The purpose of the article is to typologize terminological definitions of security, to find out the general, to identify the originality of their interpretations depending on the subject of legal regulation. The methodological basis of the study is the methods that made it possible to obtain valid conclusions, in particular, the method of comparison, through which it became possible to correlate different interpretations of the term "security"; method of hermeneutics, which allowed to elaborate texts of normative legal acts of Ukraine, method of typologization, which made it possible to create typologization groups of variants of understanding of the term "security". Scientific novelty. The article analyzes the understanding of the term "security" in various regulatory acts in force in Ukraine. Typological groups were understood to understand the term "security". Conclusions. The analysis of the legal material makes it possible to confirm that the issues of security are within the scope of both legislative regulation and various specialized by-laws. However, today there is no single conception on how to interpret security terminology. This is due both to the wide range of social relations that are the subject of legal regulation and to the relativity of the notion of security itself and the lack of coherence of views on its definition in legal acts and in the scientific literature. The multiplicity of definitions is explained by combinations of material and procedural understanding, static - dynamic, and conditioned by the peculiarities of a particular branch of legal regulation, limited ability to use methods of one or another branch, the inter-branch nature of some variations of security, etc. Separation, common and different in the definition of "security" can be used to further standardize, in fact, the regulatory legal understanding of security to more effectively implement the legal regulation of the security direction.


Author(s):  
Ingrid Diran

Agamben describes his posture as a reader as one of seeking a text’s Entwicklungsfähigkeit, or capacity for elaboration.1 In examining Agamben’s practices of reading, we can attend to the opposite phenomenon: the counter-elaboration that a text, in having being read by the philosopher, performs upon Agamben’s own thought. This reciprocal elaboration might constitute a paradigm for Agamben’s use of reading, according to his own idiosyncratic definition of use as an event in the middle voice, in which (according to a definition of Benveniste) the subject ‘effects an action only in affecting itself (il effectue en s’affectant)’ (UB 28).
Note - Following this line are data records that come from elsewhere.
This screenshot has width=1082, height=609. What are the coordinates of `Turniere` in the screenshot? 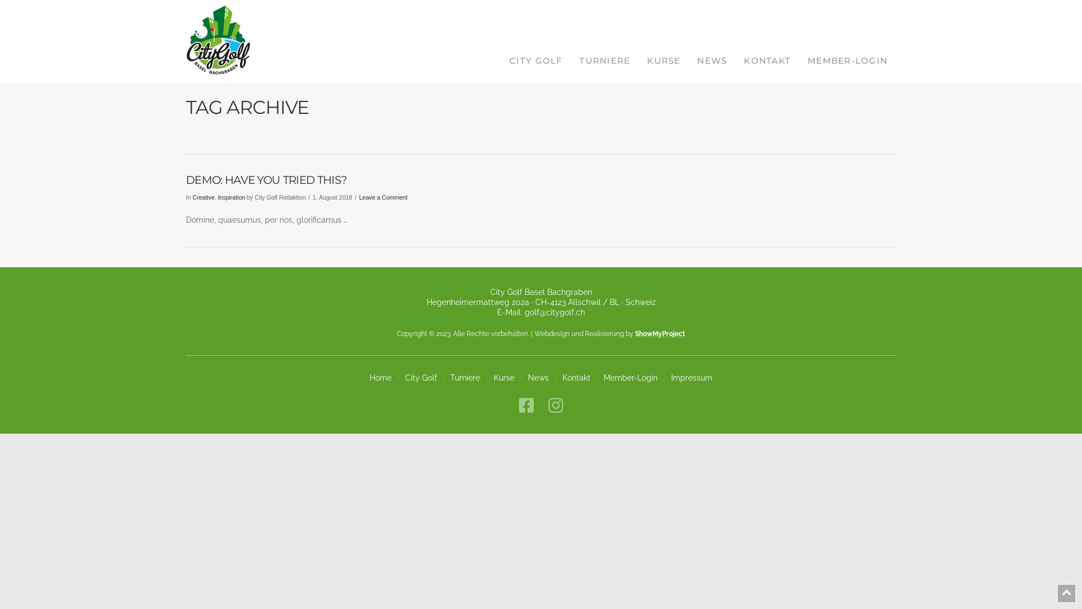 It's located at (466, 378).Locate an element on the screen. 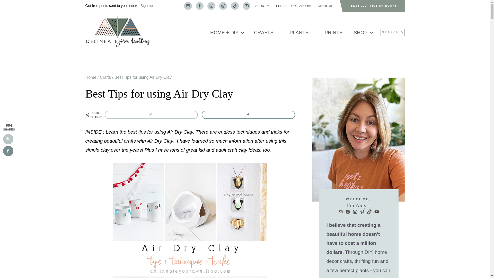  Save to Pinterest is located at coordinates (8, 139). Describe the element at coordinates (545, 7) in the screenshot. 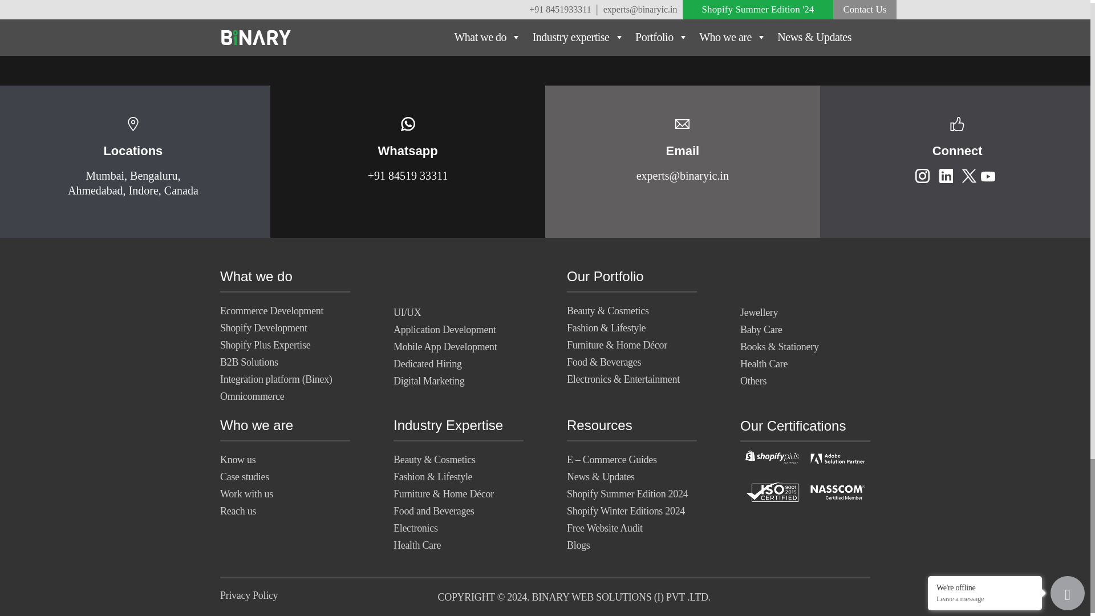

I see `Submit` at that location.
With this definition in mind, we could say that Agamben effects a text (he writes) only to the extent that he is also affected by another text (he reads). This is why Agamben’s position as a reader proves particularly important to any assessment of his work, quite aside from the problem of influence or intellectual genealogy. For this same reason, however, assessing Agamben’s relation to Antonio Negri – a figure with whom, by most measures, he is at odds – poses an unexpected challenge: how can Agamben’s thought be a use of Negri? Answering this question means not only assessing the critical distance between the two thinkers, but also taking this distance as a measure, in the Spinozan sense, of mutual affection.